The construction industry registered 449,000 job openings in April, according to an Associated Builders and Contractors analysis of data from the U.S. Bureau of Labor Statistics’ Job Opening and Labor Turnover Survey. The JOLTS survey defines a job opening as any unfilled position for which an employer is actively recruiting. Industry job openings increased by 23,000 last month and are up 120,000 from the same time last year.

As an indication of a marketplace that still favors employees as opposed to employers, construction workers quit their jobs at a faster rate than they were laid off or discharged in April. The quits rate of 2.9% was meaningfully above the layoff/discharge rate of 1.5%. April represented the 14th consecutive month during which quits outpaced or equaled layoffs and discharges.

“The desperate search for skilled construction workers persists,” said ABC Chief Economist Anirban Basu. “The number of available, unfilled construction jobs continues to expand. Remarkably, this is occurring despite a lack of strong construction spending growth, which suggests that construction productivity is not expanding. What is expanding is compensation costs, as employers compete aggressively with one another to secure sufficient levels of human capital.
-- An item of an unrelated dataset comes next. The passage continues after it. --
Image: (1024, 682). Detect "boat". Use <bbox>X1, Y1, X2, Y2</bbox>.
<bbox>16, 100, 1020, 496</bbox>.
“Today’s report also suggests that wage pressures will continue to help stoke economywide inflation,” said Basu. “That increases the chances that the Federal Reserve will continue to pursue a path of tightening monetary policy. Accordingly, contractors will face both rising delivery costs and cost of capital. Despite that, many contractors remain upbeat, according to ABC’s Construction Confidence Index, indicating that they are operating at capacity and expect to do so for the rest of the year.”